The most interesting news came late in 2015—on November 10, to be precise, when László Babai of the University of Chicago announced that he had come up with a new algorithm for solving the graph-isomorphism problem. This algorithm appears to be much more efficient than the previous “best” algorithm, which has ruled for over thirty years. Since graph isomorphism is one of the great unsolved problems in computer science, if Babai’s claim stands up to the kind of intensive peer-review to which it will now be subjected then the implications are fascinating, not least because we may need to rethink our assumptions about what computers can and cannot do.
The graph isomorphism problem seems deceptively simple: how to tell when two different graphs (which is what mathematicians call networks) are really the same in the sense that there’s an “isomorphism”—a one-to-one correspondence between their nodes that preserves each node’s connections—between them. Easy to state, but difficult to solve, since even small graphs can be made to look very different just by moving their nodes around. The standard way to check for isomorphism is to consider all possible ways to match up the nodes in one network with those in the other. That’s tedious but feasible for very small graphs, but it rapidly gets out of hand as the number of nodes increases. To compare two graphs with just ten nodes, for example, you’d have to check over 3.6 million (i.e. 10 factorial) possible matchings. For graphs with 100 nodes you’re probably looking at a number bigger than all the molecules in the universe. And in a Facebook age, networks with millions of nodes are commonplace.

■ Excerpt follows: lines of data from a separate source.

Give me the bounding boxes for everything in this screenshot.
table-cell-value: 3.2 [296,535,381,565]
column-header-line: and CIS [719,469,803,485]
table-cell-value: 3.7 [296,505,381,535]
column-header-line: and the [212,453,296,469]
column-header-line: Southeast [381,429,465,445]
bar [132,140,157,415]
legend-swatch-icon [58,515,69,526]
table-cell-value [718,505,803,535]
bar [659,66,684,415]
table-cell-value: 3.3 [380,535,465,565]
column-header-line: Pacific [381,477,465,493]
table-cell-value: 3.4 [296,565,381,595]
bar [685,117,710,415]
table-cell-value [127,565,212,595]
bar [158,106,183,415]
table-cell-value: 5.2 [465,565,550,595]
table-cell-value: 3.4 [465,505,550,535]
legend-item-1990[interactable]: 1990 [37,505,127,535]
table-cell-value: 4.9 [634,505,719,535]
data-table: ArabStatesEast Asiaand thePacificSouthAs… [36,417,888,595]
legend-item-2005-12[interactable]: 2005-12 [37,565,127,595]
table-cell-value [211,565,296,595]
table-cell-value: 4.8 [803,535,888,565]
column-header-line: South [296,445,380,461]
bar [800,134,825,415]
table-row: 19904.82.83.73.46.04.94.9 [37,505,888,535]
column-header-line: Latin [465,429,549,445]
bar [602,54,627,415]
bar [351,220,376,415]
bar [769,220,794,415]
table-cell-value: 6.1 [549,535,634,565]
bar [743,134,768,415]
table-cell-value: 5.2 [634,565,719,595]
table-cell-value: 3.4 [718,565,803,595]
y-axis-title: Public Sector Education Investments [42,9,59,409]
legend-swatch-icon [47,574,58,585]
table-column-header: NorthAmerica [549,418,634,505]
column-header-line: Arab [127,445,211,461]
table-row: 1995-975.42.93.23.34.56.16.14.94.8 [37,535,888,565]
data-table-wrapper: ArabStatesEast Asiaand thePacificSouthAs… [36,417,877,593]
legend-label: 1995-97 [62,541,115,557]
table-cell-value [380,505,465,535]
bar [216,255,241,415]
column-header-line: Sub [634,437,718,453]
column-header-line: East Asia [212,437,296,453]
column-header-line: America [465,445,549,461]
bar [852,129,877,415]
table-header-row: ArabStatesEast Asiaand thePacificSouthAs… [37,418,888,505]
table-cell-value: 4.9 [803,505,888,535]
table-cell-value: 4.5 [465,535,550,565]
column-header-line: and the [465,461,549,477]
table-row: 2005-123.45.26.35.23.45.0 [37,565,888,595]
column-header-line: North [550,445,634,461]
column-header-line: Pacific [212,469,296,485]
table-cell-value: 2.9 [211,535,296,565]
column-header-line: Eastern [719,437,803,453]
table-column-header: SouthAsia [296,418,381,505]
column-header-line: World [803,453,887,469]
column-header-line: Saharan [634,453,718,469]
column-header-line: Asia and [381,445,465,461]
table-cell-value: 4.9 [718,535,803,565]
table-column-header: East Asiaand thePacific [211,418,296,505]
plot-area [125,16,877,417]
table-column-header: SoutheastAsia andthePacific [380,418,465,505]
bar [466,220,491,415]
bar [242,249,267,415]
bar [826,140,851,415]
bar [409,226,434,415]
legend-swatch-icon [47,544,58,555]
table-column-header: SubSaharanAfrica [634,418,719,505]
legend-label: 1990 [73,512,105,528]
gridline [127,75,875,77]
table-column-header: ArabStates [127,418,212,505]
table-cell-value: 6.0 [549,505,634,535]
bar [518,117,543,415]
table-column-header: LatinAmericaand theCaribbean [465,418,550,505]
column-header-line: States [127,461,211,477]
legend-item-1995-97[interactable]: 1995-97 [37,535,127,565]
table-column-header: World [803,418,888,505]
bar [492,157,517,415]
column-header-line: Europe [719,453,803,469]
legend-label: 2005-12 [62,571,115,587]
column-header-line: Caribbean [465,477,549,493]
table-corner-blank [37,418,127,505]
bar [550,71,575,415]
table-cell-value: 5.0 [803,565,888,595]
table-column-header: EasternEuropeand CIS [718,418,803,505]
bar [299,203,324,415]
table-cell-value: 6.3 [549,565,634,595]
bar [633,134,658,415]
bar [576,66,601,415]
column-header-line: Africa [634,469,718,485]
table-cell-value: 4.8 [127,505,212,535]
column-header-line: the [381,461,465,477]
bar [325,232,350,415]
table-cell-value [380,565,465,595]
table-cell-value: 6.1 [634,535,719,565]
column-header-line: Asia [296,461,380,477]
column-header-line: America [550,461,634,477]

From the point of view of practical computing, factorials are really bad news because the running time of a factorial algorithm can quickly escalate into billions of years. So the only practical algorithms are those for problems whose solutions can be expressed as polynomials (e.g. n-squared or n-cubed, where n is the number of nodes) because running times for them increase much more slowly than those for factorial or exponential functions.
The intriguing—tantalizing—thing about Babai’s algorithm is that it is neither pure factorial nor polynomial but what he calls “quasi-polynomial.” It’s not clear yet what this means, but the fuss in the mathematics and computer science community suggests that while the new algorithm might not be the Holy Grail, it is nevertheless significantly more efficient than what’s gone before.
If that turns out to be the case, what are the implications? Well, firstly, there may be some small but discrete benefits. Babai’s breakthrough could conceivably help with other kinds of computationally difficult problems. For example, in genomics researchers have been trying for years to find an efficient algorithm for comparing the long strings of chemical letters within DNA molecules. This is a problem analogous to that of graph isomorphism and any advance in that area may have benefits for genetic research.
But the most important implication of Babai’s work may be inspirational—in reawakening mathematicians’ interests in other kinds of hard problems that currently lie beyond the reach of even the most formidable computational resources. The classic example is the public-key encryption system on which the security of all online transactions depends. This works on asymmetry: it is relatively easy to take two huge prime numbers and multiply them together to produce an even larger number. But—provided the original primes are large enough—it is computationally difficult (in the sense that it would take an impracticable length of time) to factorize the product, i.e. determine the two original numbers from which it was calculated. If, however, an efficient factorizing algorithm were to be found, then our collective security would evaporate and we would need to go back to the drawing board.